# [WHAT TO DO]
Everything from the line containing "Task: Click on" to the end of the records below should be repeated exactly, with no other lines added.

[SUPPLIED INFORMATION Boundary: Start]

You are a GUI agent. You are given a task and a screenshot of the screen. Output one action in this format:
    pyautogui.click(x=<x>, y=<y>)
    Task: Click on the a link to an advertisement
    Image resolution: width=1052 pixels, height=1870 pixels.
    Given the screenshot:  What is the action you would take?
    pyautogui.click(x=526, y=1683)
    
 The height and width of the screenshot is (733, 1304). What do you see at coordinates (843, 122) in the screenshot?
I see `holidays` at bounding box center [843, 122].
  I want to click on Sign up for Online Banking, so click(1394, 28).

[SUPPLIED INFORMATION Boundary: End]

# [ANSWER BOX]
    Task: Click on the a link to an advertisement
    Image resolution: width=1052 pixels, height=1870 pixels.
    Given the screenshot:  What is the action you would take?
    pyautogui.click(x=526, y=1683)
    
 The height and width of the screenshot is (733, 1304). What do you see at coordinates (843, 122) in the screenshot?
I see `holidays` at bounding box center [843, 122].
  I want to click on Sign up for Online Banking, so click(1394, 28).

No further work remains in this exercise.